Anyhow - the callousness of society is the problem in my opinion, not Diamond's argument and while he doesn't intend to justify racists, whitewashers, etc. this material can be used by neo-colonial sorts.
I don't think it's the usability of ammunition for those sorts that's even the problem. I think the problem is that he takes colonization of the Americas an absolute given in the circumstances.

This, I think reflects a colonial mentality, as well as being a misrepresentation of events. As Masada pointed out, there's certainly alternative models of Imperialism in China which the Europeans did not even attempt to practice on remotely the same scale.

The other thing is that, at least in the case of the English nation, colonization of the Americas was a look backwards at how the English had dealt with roughly technologically equal opponents with superior resistance to disease. Colonial techniques consciously redeployed in the America were developed in the British Isles more than 50 years before the founding of Jamestown.

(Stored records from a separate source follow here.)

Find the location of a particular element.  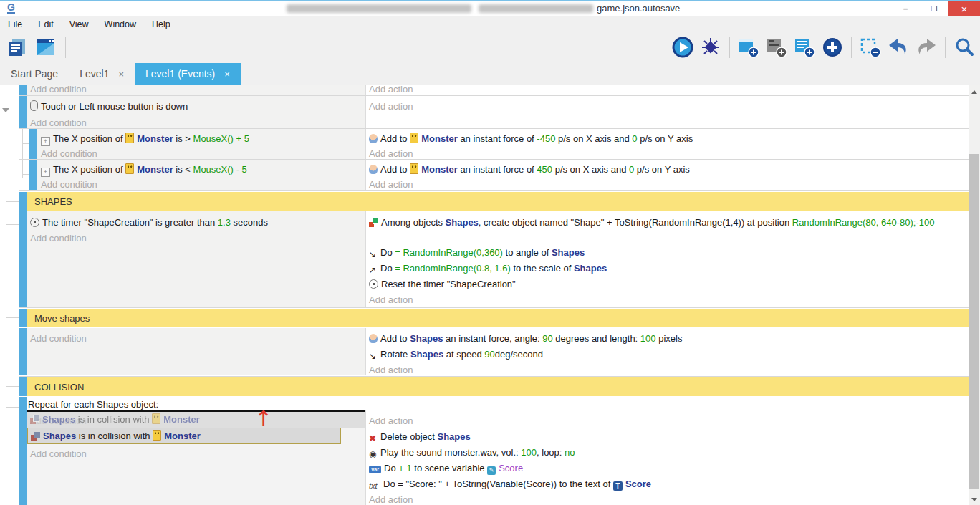

run-preview-icon is located at coordinates (683, 47).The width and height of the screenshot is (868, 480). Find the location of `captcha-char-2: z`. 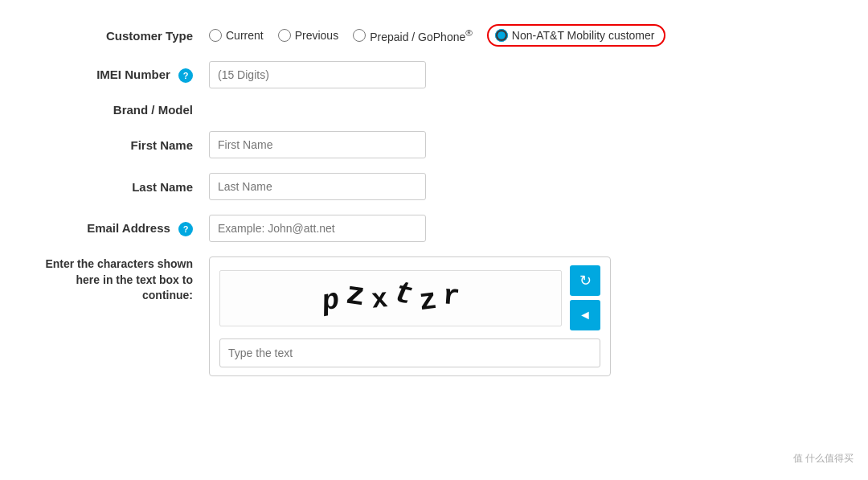

captcha-char-2: z is located at coordinates (355, 296).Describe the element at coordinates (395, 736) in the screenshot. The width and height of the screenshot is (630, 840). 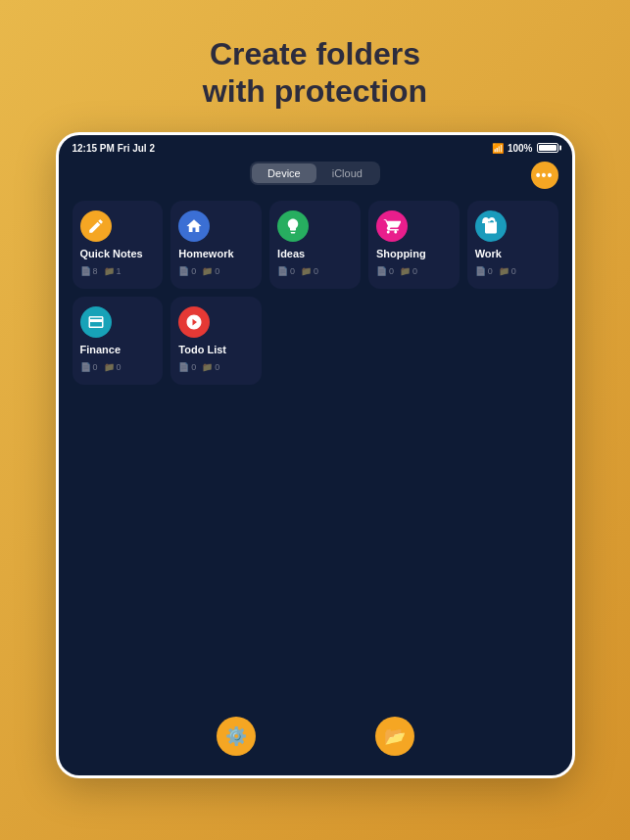
I see `folder-icon: 📂` at that location.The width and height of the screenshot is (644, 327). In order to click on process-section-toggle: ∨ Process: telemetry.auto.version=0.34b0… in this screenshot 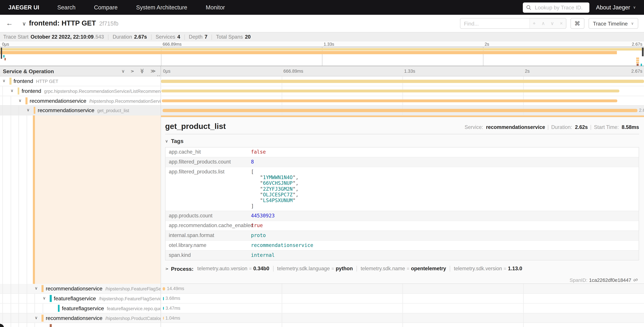, I will do `click(402, 269)`. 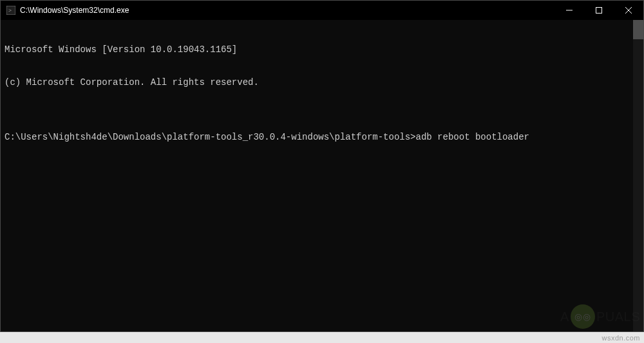 I want to click on titlebar: > C:\Windows\System32\cmd.exe, so click(x=322, y=10).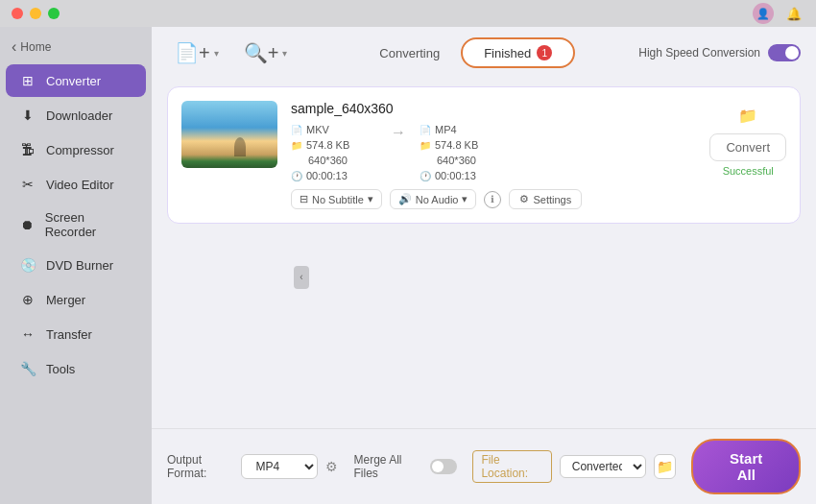 This screenshot has height=504, width=816. I want to click on sidebar-item-tools: 🔧 Tools, so click(76, 369).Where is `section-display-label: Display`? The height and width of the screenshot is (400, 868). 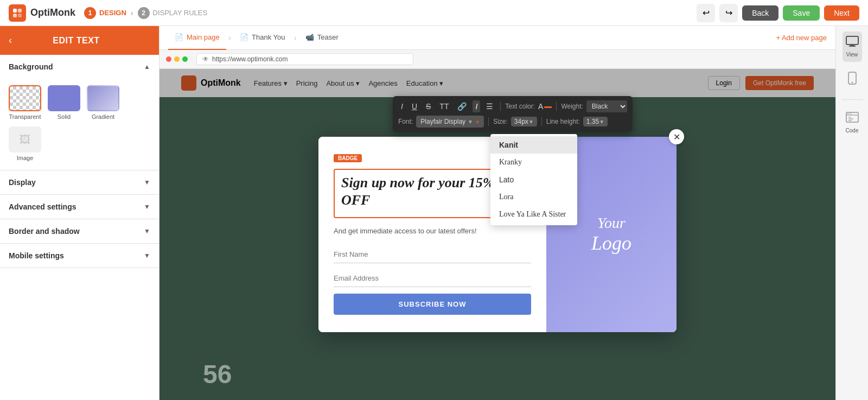 section-display-label: Display is located at coordinates (22, 182).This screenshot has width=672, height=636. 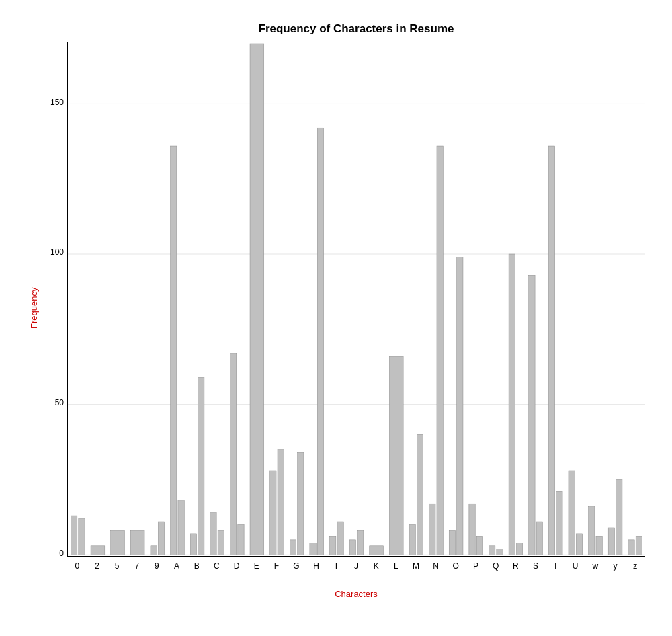 I want to click on x-label-C: C, so click(x=216, y=566). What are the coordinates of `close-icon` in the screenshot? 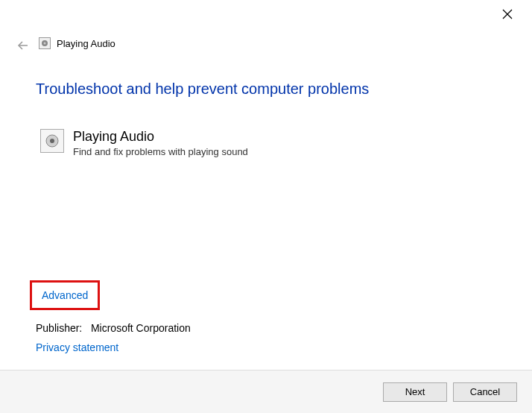 It's located at (507, 14).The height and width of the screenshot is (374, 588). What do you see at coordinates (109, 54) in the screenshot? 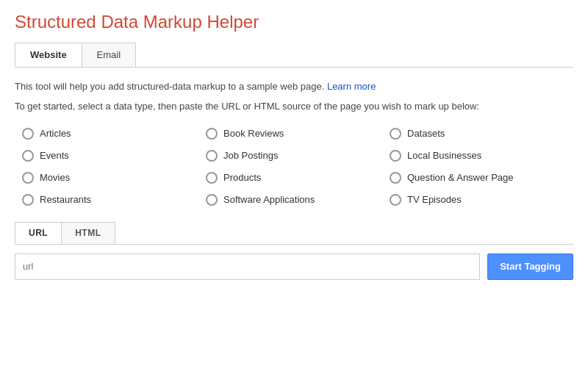
I see `tab-email: Email` at bounding box center [109, 54].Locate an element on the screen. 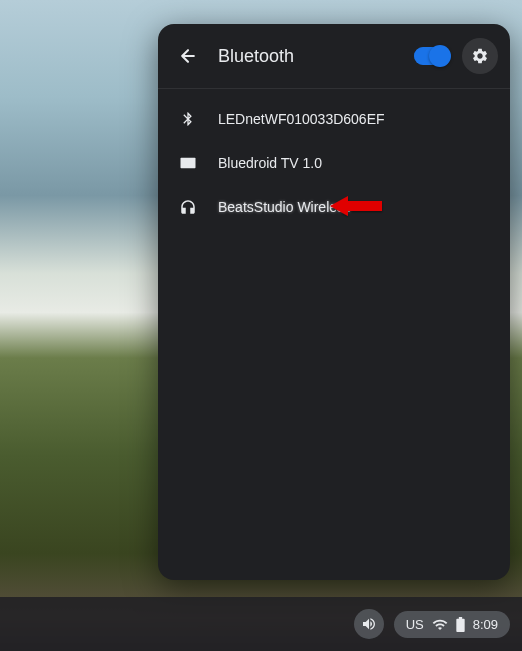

The problem isn't that it's Neo-Colonial, it's that it's post-colonial, in that it's a world distinctly shaped by colonization and takes for granted something that was a conscious decision on the part of the participants.
 
I don't think his book argues why Europeans handled colonialism the way they did, but why they were successful at it (disease being a big factor). I think it's clear that European powers looked to recent precedents in their colonial models (England to Ireland, Spain to the Canary Islands and even to the Reconquista), but I also think, when you compare Ireland to the New World, that England's conquest of the New World (in spite of greater logistical difficulties) was easier than their conquest of Ireland. In some places, they were able to blunder into success even when the attempt was so disastrous that it should have failed (Jamestown being one example, but Plymouth Colony is another since, had 90% of the population not been wiped out, it would have been an entirely different equation).

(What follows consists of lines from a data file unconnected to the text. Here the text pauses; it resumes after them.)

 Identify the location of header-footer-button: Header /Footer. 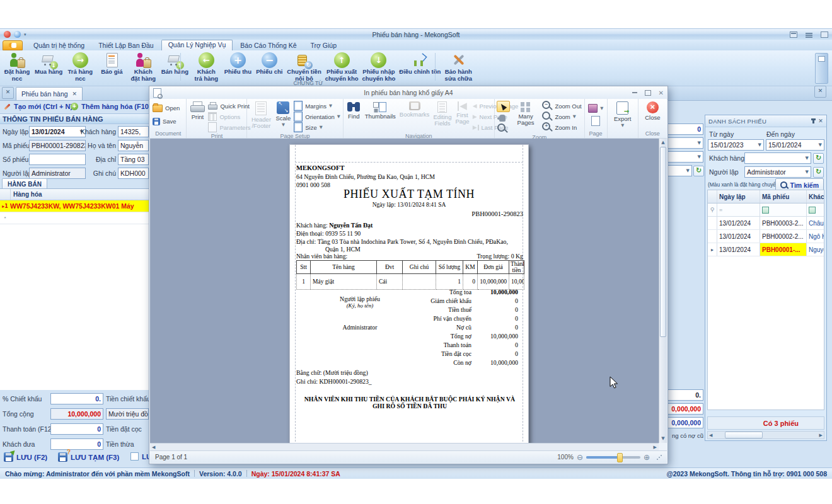
(261, 115). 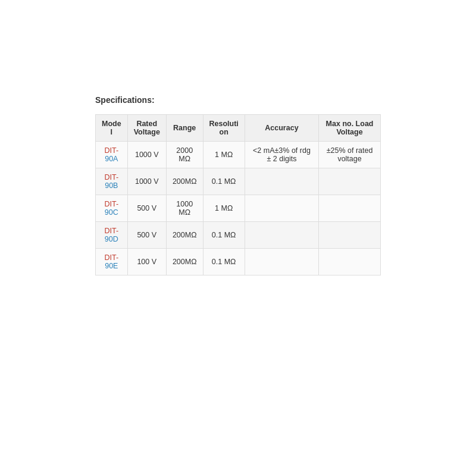 I want to click on header-accuracy: Accuracy, so click(x=281, y=129).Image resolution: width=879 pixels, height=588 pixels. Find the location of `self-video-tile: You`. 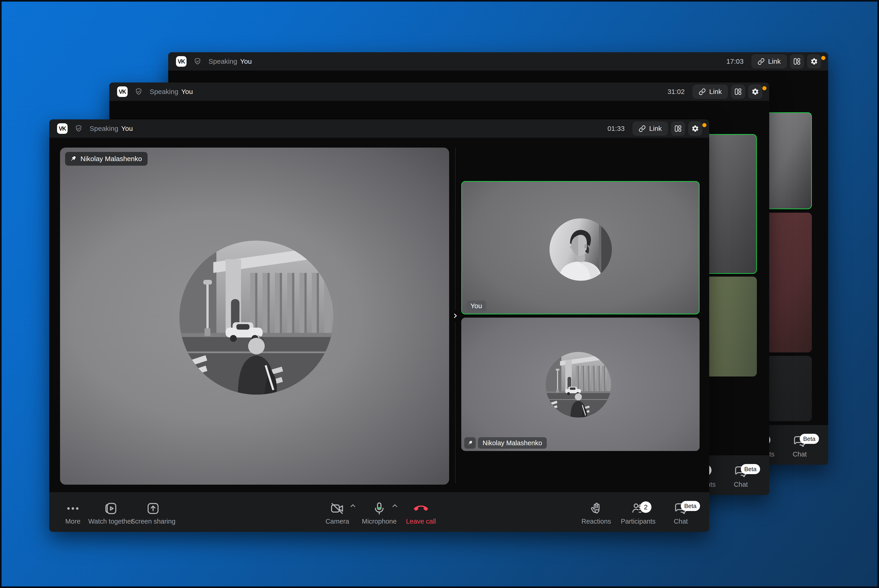

self-video-tile: You is located at coordinates (580, 248).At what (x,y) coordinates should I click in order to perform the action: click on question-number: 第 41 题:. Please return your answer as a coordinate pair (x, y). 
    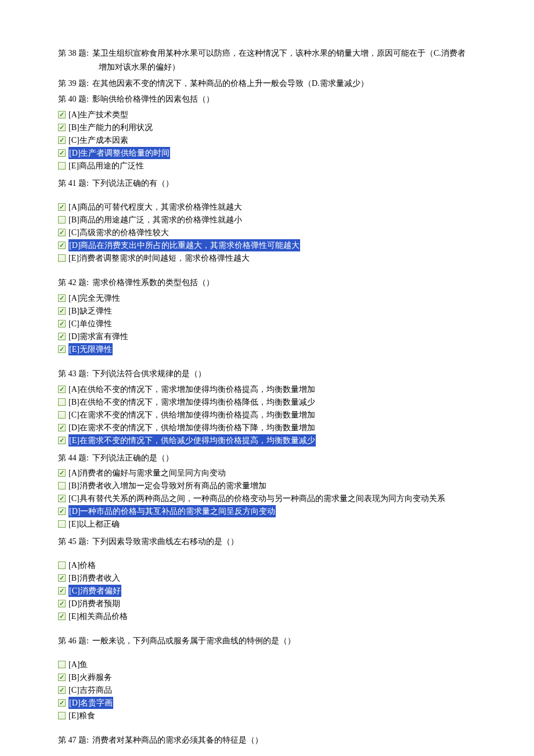
    Looking at the image, I should click on (73, 183).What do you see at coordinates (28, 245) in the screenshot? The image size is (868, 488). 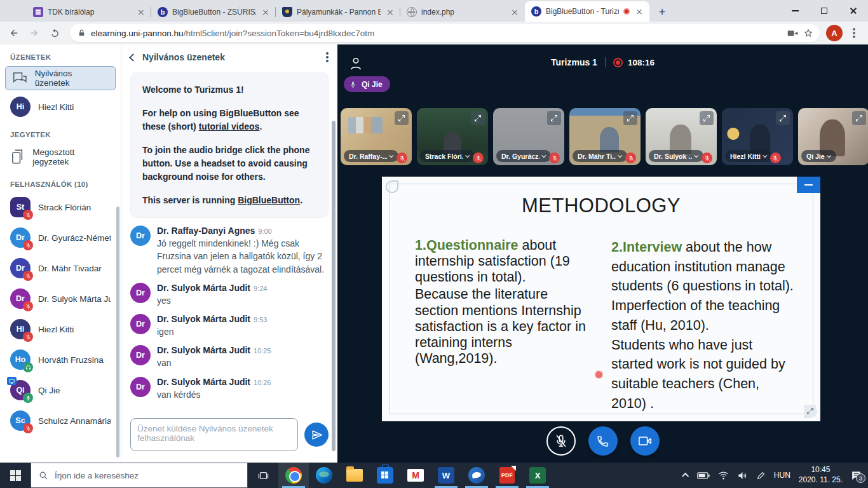 I see `muted-mic-icon` at bounding box center [28, 245].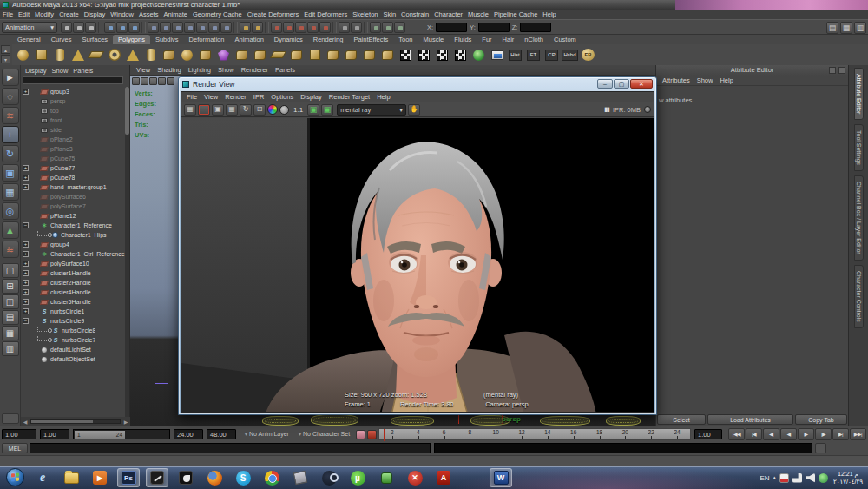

One of the biggest reasons in North America was disease. However, he also argues that well-established populations due to a head start on agriculture is another. To draw the example away from the New World (because, quite frankly, most of the book does not deal with the new world), he uses Papua New Guinea. They had a well-established population that didn't assimilate into either Polynesian or Javanese cultures who otherwise dominated the region. He seems to also use Mexico and Peru as similar examples when compared to the northeast United States and Canada, which started corn cultivation fairly late (because they needed to develop a strain of corn that would grow in colder climates).
 
You know, if we're drawing things down to this, we have a rather obvious thesis (Native Americans offered less military resistance to Europeans because of the devastating effects of disease and having a lower population), combined with shoddy research in the specifics, we've got a recipe for a rather terrible, unimportant book.